While I’m working on the music and other elements of the summary episode for the Thunderbirds ride, I thought I’d tease you a little more. As you know, I was the alternate, but got called in to suit up in case the primary rider’s camera crew failed to show up. (You gotta love ace photographer Tim Reed, who was there for me, camera in hand and snapping away. Thanks, Tim!)

After about 45 minutes, I had caught up to the primary rider in the suit-up procedure and I joined him for the preflight briefing with the demo pilot, LtCol Rob Skelton, the Thunderbirds’ Operations Officer. Here’s audio of that briefing.

Ultimately, the primary rider’s camera crew arrived just in time and he flew that day. But the Thunderbirds were kind enough to fly me the next day. I also recorded the preflight briefing with Maj Tony Mulhare, Thunderbird 8, who flew me the next day. I’ll include parts of that briefing with the summary episode.

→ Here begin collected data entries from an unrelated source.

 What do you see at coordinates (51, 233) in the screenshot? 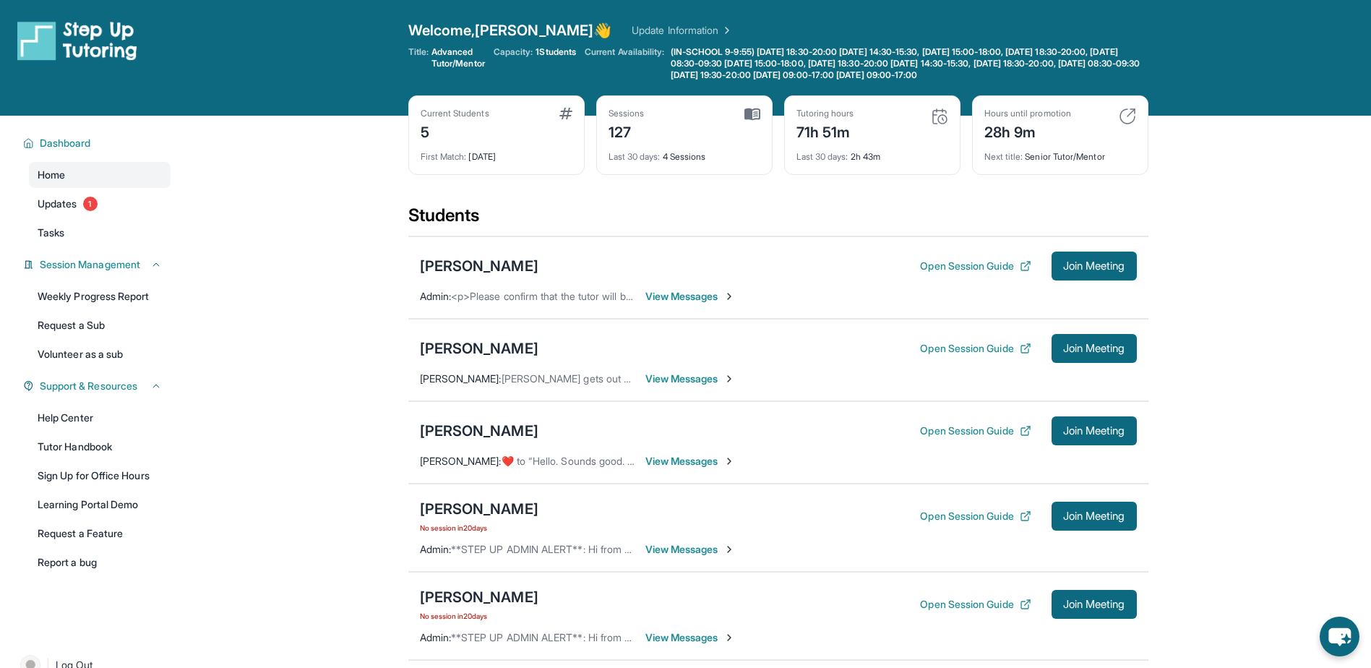
I see `span: Tasks` at bounding box center [51, 233].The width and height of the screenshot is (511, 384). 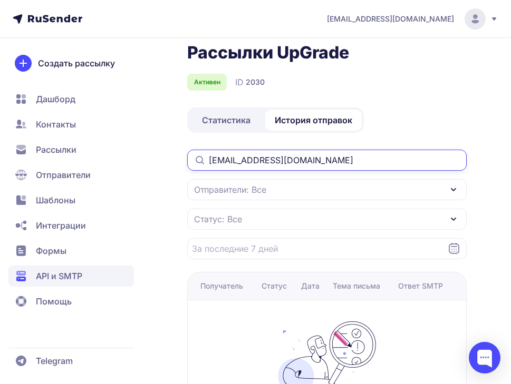 What do you see at coordinates (56, 150) in the screenshot?
I see `span: Рассылки` at bounding box center [56, 150].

This briefing with LtCol Skelton has a little better audio quality than the briefing with Maj Mulhare and it makes a pretty good episode in and of itself. No flies on the briefing with Maj Mulhare – it’s just going to require a little more attention in post. I was holding the MP3 recorder for the briefing with 7, whereas I had the MP3 recorder sitting on the table further away from us for the briefing with 8.

As you’d expect from a squadron with the reputation of the Thunderbirds, the briefings were remarkably similar and that speaks very highly of the team’s standardization of procedures. You’ll be able to tell when you hear the excerpts from Maj Mulhare’s briefing in the final episode.

Stay tuned!

More Pictures from the Thunderbird Groove Studio Session


This is a regular blog post. Looking for show notes or links to show audio? Please check the other posts.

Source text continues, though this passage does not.